Thursday 19 April 2012

Human Housewives

I've been on a crusade for years to make the word "consumer" taboo. Sometime in the 90s, I addressed the Saatchi P&G team and clients with a plea to erase the word from their vocabularies. "The consumer", for me, conjures images of a passive, bovine creature, chewing contentedly on whatever it's fed.

Despite the efforts of countless others with the same view - see, for example, Leo Burnett's philosophy Humankind - "the consumer" persists. And my main argument against the word is that if you label a human being - or more usually a group of human beings - as "the consumer", you cannot possibly empathise with them. And it doesn't take a history lesson to show how wrong that can be.

Sometimes I wonder if the situation has got worse. "The consumer" doesn't just consume food and drink these days, but everything from whole retail chains to complex financial services and hi-tech kit, which is bizarre if you think about it long enough.

When I very first started working, some of my older colleagues didn't talk about "the consumer". They talked about "housewives". OK, OK, dreadful from the emancipation point of view but at least the word has homely and human connotations. A housewife is a living, breathing human being with talents and failings, dreams and regrets.

I'd rather be described as a housewife than a consumer any day. Housewife is one of my many roles. And maybe it's no co-incidence that housewifery seems to be enjoying a revival these days - with a post-modern irony and a self-depreciating twinkle of the eye.

Now, who's for watching Desperate Consumers?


- What you have to do -
Filter the lines below, keeping each one that holds "logo".

*** Opening of Source material ***

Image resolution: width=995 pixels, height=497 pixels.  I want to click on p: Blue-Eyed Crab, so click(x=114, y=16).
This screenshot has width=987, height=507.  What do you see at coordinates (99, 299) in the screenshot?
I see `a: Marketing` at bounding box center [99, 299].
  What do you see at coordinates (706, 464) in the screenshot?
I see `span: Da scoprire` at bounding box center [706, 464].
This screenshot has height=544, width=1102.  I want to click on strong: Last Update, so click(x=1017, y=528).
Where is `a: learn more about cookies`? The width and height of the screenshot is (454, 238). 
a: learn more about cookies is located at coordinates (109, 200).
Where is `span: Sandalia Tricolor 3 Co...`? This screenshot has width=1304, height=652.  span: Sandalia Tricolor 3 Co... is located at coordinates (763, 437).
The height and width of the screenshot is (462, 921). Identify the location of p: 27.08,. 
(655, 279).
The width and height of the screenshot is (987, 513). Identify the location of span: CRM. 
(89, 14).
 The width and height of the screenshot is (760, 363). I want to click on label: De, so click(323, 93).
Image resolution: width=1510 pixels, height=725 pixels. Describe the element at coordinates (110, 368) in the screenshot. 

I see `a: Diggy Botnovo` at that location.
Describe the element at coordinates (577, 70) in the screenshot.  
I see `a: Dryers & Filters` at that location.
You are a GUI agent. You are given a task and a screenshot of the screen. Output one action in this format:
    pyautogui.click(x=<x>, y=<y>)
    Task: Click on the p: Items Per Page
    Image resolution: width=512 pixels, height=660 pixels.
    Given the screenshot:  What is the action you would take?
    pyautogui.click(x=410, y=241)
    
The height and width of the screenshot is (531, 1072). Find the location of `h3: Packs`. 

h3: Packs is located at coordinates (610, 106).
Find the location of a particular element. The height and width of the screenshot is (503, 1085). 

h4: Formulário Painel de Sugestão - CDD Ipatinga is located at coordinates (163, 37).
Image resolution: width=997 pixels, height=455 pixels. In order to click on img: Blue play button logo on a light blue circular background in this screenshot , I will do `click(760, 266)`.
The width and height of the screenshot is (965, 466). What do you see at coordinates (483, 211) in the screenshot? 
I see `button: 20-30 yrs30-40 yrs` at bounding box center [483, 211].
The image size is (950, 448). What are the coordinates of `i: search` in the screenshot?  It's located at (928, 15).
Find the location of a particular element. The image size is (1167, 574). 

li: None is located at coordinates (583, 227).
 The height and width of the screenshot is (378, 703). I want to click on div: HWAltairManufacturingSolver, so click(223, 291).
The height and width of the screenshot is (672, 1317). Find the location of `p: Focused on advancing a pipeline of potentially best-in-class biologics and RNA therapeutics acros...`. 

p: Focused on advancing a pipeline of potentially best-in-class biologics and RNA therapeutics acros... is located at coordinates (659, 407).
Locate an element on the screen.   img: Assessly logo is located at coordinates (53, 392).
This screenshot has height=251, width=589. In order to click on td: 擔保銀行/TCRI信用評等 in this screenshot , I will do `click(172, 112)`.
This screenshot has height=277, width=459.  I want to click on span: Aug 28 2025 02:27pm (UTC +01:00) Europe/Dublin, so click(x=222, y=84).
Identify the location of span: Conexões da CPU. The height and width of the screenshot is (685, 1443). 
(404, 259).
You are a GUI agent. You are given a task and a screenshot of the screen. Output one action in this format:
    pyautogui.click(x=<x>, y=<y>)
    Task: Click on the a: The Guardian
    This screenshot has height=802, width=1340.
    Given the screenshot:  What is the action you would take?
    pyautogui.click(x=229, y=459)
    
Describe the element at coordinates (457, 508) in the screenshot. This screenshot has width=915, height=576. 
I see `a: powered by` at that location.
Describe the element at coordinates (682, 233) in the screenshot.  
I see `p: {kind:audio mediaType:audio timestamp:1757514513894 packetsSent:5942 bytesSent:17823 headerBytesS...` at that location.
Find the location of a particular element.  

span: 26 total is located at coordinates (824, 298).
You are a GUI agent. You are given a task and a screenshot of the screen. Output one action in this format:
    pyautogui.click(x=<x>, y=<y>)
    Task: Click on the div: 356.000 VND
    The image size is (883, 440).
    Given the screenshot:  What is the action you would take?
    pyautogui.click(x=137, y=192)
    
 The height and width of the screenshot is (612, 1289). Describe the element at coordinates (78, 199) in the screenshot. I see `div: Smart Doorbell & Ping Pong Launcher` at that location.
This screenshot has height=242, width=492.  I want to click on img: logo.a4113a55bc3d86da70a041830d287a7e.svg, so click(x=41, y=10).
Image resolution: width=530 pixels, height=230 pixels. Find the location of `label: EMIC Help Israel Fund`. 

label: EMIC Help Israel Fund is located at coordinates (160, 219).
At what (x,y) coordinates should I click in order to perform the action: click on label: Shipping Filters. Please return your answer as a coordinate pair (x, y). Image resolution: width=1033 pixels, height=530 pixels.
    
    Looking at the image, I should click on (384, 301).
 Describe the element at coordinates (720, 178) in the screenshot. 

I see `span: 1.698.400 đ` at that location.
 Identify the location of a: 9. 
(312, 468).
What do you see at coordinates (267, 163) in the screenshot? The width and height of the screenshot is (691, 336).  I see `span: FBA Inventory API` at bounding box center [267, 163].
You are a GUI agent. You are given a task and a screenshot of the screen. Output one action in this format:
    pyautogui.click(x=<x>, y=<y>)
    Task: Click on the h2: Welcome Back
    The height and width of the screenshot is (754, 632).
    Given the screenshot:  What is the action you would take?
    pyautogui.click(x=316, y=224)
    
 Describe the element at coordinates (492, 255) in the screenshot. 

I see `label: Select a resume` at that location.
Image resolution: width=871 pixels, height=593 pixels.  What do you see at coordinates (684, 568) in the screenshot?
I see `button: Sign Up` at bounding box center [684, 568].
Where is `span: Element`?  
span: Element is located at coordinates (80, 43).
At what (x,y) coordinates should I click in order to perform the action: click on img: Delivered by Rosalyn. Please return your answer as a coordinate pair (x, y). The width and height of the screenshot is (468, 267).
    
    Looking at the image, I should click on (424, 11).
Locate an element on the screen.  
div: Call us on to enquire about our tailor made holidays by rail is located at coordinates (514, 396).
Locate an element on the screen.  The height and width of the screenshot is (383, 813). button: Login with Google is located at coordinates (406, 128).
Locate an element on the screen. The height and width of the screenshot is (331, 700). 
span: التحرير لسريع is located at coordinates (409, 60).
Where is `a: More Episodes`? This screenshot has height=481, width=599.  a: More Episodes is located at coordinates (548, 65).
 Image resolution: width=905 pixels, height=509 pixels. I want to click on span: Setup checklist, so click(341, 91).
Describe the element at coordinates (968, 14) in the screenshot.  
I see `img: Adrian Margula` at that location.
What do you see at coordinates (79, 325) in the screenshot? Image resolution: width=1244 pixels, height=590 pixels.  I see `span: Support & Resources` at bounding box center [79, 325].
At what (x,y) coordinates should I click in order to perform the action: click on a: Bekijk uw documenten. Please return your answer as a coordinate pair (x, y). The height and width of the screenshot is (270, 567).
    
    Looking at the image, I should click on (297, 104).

*** Close of Source material ***

- Answer space -
Image resolution: width=997 pixels, height=455 pixels. In order to click on img: Blue play button logo on a light blue circular background in this screenshot , I will do `click(760, 266)`.
Locate an element on the screen.   img: Assessly logo is located at coordinates (53, 392).
This screenshot has height=242, width=492.  I want to click on img: logo.a4113a55bc3d86da70a041830d287a7e.svg, so click(x=41, y=10).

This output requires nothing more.